Breakthrough drug combination cures hepatitis C in just 3 months

Using a simple combination of two hepatitis C drugs over a 12-week period effectively cured the virus in 99 percent of patients participating in a recent clinical trials, according to new research by hepatologists at the Toronto Western Hospital (TWH) Liver Clinic.

The breakthrough, reported this week in the New England Journal of Medicine, involved a once daily combination of the medications sofosbuvir and velpatasvir over a three-month span. Study authors found the therapy was effective both in patients who had previously been treated as well as in those who had not, and eradicated several hepatitis C virus (HCV) genotypes.

In addition, the sofosbuvir-velpatasvir combination therapy even proved effective in those with compensated cirrhosis, a condition in which scarring of a patient’s liver has taken place, but they have yet to experience any symptoms as a result of the damage to the organ.

“This drug regimen changes the standard of care in treating patients with HCV,” said Dr. Jordan Feld, lead author of the study and a TWH hepatologist. “We can now cure almost everyone with a very simple treatment. It’s incredibly gratifying to be part of research where we not only cure a disease but can also think about eliminating HCV in Canada.”

Treatment eliminates the need to test for HCV genotype

Approximately 252,000 Canadians and 170 million men and women worldwide are infected with chronic HCV, the TWH researchers explained. Symptoms frequently do not appear until the liver becomes seriously damaged. Left undiagnosed, it can lead to cirrhosis, liver failure, or cancer.

The virus is typically spread through blood-to-blood contact, either through intravenous drug use or poorly sterilized medical equipment, they added. Currently approved treatments for HCV vary in effectiveness based on genotypes, but the sofosbuvir-velpatasvir combination appears to work on all strains of the virus, eliminating the need to test for the pathogen’s genotype.

Randomized, double-blind tests showed than 99 percent of the more than 600 patients taking part in the study experienced a sustained virologic response after 12 weeks of treatment with the drug combination, effectively meaning that they were cured of the disease. The patients remained free of HCV three months after completing treatment, Dr. Feld and his colleagues reported.

Dr. Feld called it “a one size fits all treatment that is very easy to administer and extremely well tolerated. Our challenge now is getting treatment to those who need it. Over half of people living with hepatitis C remain undiagnosed. Fortunately this regimen… will allow us to move treatment out of specialty clinics so that we can deliver care and ideally cure all infected Canadians.”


## WHAT TO WORK ON
From the data below, copy exactly the lines that lie between the one holding "The width and height of the screenshot is (1150, 719)." and the one holding "In order to click on a: Mitgliedschaft", including both, and nothing more.

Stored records

>>>>

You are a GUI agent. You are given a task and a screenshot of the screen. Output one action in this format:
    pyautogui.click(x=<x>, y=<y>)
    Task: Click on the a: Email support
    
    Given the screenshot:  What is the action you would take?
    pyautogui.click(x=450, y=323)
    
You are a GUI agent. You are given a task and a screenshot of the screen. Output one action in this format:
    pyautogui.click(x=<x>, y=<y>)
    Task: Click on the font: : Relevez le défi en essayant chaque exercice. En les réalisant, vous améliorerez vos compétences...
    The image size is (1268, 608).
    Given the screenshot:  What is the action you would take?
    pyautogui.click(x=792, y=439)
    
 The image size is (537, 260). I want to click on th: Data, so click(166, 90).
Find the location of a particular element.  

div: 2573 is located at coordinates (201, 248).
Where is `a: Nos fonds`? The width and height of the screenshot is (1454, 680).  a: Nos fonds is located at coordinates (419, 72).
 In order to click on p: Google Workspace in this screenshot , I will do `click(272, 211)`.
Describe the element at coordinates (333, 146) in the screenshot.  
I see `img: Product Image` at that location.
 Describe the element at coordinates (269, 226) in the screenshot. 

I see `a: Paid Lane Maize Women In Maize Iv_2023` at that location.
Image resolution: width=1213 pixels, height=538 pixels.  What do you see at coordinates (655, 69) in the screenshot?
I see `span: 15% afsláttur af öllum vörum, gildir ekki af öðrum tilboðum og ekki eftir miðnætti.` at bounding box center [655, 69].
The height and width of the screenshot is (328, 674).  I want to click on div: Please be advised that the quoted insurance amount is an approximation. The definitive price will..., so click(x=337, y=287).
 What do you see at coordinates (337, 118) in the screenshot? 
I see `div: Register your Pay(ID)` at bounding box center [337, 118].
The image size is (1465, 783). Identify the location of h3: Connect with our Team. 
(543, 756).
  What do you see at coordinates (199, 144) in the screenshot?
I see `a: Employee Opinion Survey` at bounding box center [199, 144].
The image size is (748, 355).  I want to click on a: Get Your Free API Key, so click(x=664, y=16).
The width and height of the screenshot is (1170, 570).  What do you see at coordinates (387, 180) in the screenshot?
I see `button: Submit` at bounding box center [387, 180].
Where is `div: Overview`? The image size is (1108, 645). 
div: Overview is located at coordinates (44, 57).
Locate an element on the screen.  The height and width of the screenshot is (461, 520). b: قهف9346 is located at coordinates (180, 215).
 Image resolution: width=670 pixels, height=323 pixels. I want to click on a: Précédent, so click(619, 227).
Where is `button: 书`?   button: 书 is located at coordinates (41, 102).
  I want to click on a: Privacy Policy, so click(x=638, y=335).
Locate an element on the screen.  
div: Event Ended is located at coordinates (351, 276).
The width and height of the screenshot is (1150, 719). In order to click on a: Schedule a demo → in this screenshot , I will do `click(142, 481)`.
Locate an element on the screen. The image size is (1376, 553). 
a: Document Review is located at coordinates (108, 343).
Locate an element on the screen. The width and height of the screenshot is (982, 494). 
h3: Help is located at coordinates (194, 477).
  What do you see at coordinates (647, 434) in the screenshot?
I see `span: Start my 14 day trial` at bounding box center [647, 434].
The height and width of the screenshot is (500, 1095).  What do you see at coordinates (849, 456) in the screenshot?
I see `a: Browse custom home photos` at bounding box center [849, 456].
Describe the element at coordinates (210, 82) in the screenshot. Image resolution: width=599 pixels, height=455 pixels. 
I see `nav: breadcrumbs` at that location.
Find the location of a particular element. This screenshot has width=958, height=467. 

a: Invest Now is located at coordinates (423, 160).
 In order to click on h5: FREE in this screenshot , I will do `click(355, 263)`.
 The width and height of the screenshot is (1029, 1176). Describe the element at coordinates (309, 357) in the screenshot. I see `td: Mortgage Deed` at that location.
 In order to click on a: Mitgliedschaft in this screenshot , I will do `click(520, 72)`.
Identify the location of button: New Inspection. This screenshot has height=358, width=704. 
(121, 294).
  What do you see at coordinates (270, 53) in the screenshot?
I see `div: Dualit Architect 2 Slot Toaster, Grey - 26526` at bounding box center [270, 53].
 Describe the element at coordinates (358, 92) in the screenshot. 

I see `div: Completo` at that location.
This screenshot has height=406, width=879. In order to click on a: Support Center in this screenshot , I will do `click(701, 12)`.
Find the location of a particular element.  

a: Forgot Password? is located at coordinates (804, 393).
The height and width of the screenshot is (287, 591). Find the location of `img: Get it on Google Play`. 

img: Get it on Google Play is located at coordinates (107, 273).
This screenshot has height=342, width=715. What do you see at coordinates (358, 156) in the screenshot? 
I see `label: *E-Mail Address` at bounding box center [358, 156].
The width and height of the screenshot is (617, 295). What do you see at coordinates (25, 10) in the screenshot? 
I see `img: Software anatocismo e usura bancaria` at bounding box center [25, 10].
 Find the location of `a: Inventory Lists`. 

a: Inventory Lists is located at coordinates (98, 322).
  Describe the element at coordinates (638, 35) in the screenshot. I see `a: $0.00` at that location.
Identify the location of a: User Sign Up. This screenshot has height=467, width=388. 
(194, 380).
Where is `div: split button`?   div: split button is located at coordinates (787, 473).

<<<<

## OUTPUT BELOW
The width and height of the screenshot is (1150, 719). In order to click on a: Schedule a demo → in this screenshot , I will do `click(142, 481)`.
Locate an element on the screen. The image size is (1376, 553). 
a: Document Review is located at coordinates (108, 343).
Locate an element on the screen. The width and height of the screenshot is (982, 494). 
h3: Help is located at coordinates (194, 477).
  What do you see at coordinates (647, 434) in the screenshot?
I see `span: Start my 14 day trial` at bounding box center [647, 434].
The height and width of the screenshot is (500, 1095).  What do you see at coordinates (849, 456) in the screenshot?
I see `a: Browse custom home photos` at bounding box center [849, 456].
Describe the element at coordinates (210, 82) in the screenshot. Image resolution: width=599 pixels, height=455 pixels. 
I see `nav: breadcrumbs` at that location.
Find the location of a particular element. This screenshot has width=958, height=467. 

a: Invest Now is located at coordinates (423, 160).
 In order to click on h5: FREE in this screenshot , I will do `click(355, 263)`.
 The width and height of the screenshot is (1029, 1176). Describe the element at coordinates (309, 357) in the screenshot. I see `td: Mortgage Deed` at that location.
 In order to click on a: Mitgliedschaft in this screenshot , I will do `click(520, 72)`.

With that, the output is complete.